Among the other states that reported zero or single-digit number of farmer suicide, according to RTI reply sent by the department, were Odisha, Haryana, West Bengal, Delhi, Tripura, Assam, Jharkhand, and Himachal Pradesh.
It also said that states like Gujarat and Chhattisgarh recorded, in 15 years, just five and one deaths, respectively.
The NCRB puts the number of farmers' suicide deaths in 15 years in Chhattisgarh at 15,099, West Bengal 13,098, Gujarat, 8,309, Assam 3,908, Odisha 3,439, Jharkhand 1,197, Himachal Pradesh 669, Tripura 430 and Delhi 191.

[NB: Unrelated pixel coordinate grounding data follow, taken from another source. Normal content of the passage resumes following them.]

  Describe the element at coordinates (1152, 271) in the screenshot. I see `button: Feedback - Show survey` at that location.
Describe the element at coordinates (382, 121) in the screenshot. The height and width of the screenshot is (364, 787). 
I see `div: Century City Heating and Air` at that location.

The Union agriculture minister Radhe Mohan Singh drew sharp criticism from the media in July this year for attributing the causes of farmers' suicide to issues like love affair and impotency in a reply to a question in Rajya Sabha on the issue of farmers' suicide.
The department of agriculture may argue that the NCRB data of suicides involving people in agriculture and farming may be due to various factors like bankruptcy or sudden change in economic status, marital trouble, not having children, illness, death of dear a person, dowry dispute or other issues -- everything other than agrarian distress.

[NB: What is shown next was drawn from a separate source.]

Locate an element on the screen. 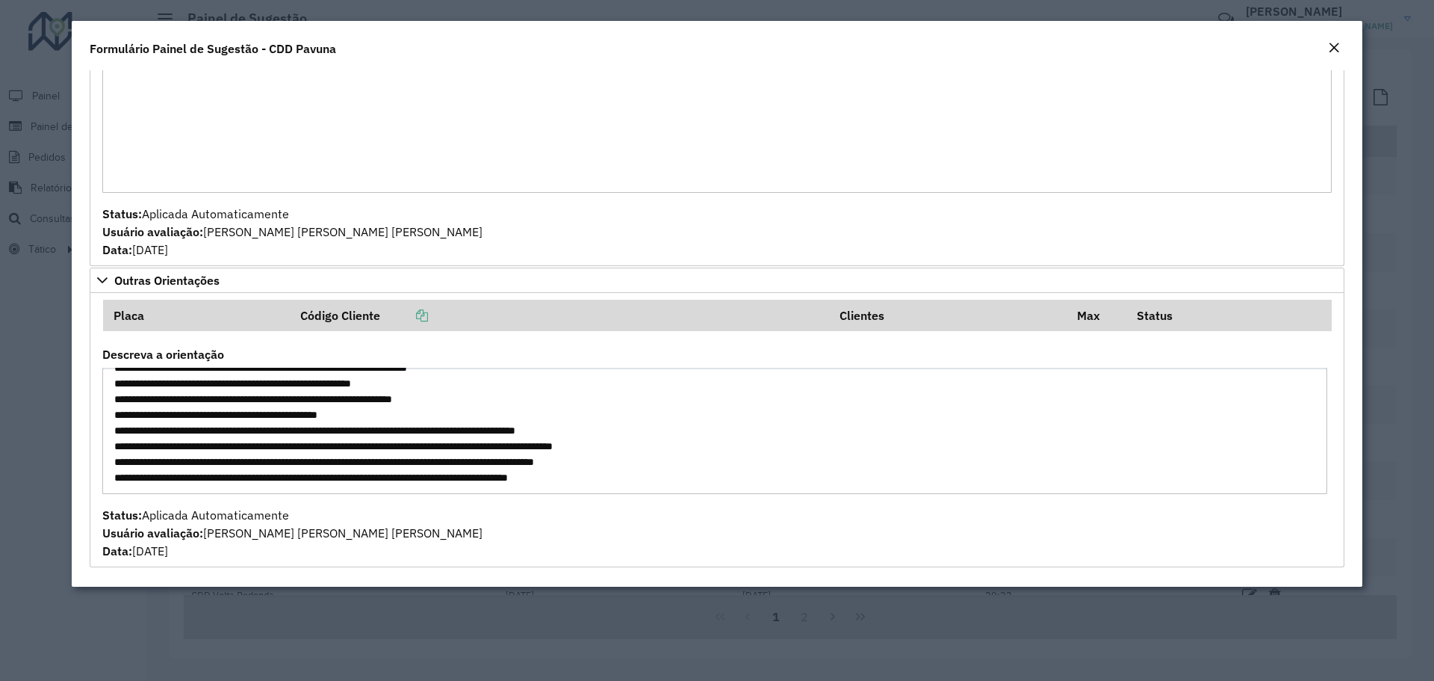 The width and height of the screenshot is (1434, 681). h4: Formulário Painel de Sugestão - CDD Pavuna is located at coordinates (213, 49).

But experts say that each factor -- as stated by NCRB -- responsible for suicides is directly or indirectly related to agrarian reason. It has also said that states do not record farmers' suicides in a serious manner.

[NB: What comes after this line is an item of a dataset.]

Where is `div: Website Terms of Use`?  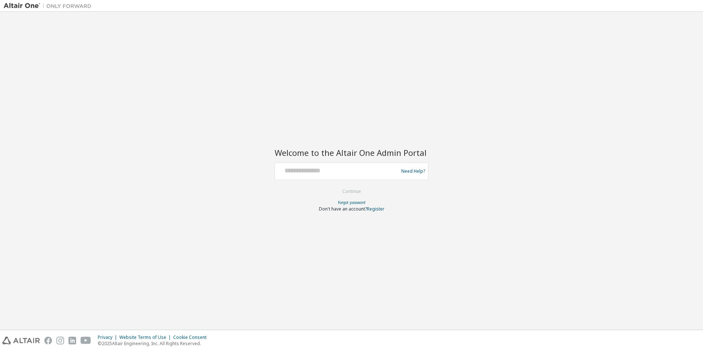
div: Website Terms of Use is located at coordinates (146, 337).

"There are lots of discrepancies in the registering farmers' suicide data by the states. A large number of farmers in our country don't have their own land. Most of them work on somebody else's land. The government doesn't record suicides committed by these farmers," K. Nagaraj, former professor at Madras Institute of Development Studies (MIDS) in Tamil Nadu told IANS.
The reason state governments don't register farmers' suicides, he adds, was because they know they would have to compensate their families. "Moreover, they understate the figures because they want to show that the situation is not so bad," Nagaraj said.
According to the data received from the department of agriculture and cooperation, the only states which registered any large number of farmers suicides in 15 years were Maharashtra with 7,678 deaths, Andhra Pradesh with 2,259 deaths, Karnataka with 1,484 and Kerala with 948. Tamil Nadu had recorded 13 deaths, it said.
The NCRB of course paints a totally different picture. Maharashtra saw 54,941 suicides, Andhra Pradesh 30,752, Karnataka 30,604 Kerala 16,088 and Tamil Nadu 12,373.
According to NCRB data, the total number of suicides by people involved in farming/agriculture from 2000 to 2014 is 238,658. However, the number of such suicides as stated by the department of agriculture during the same period is 18,271 -- less than eight per cent. Something obviously is wrong in the system.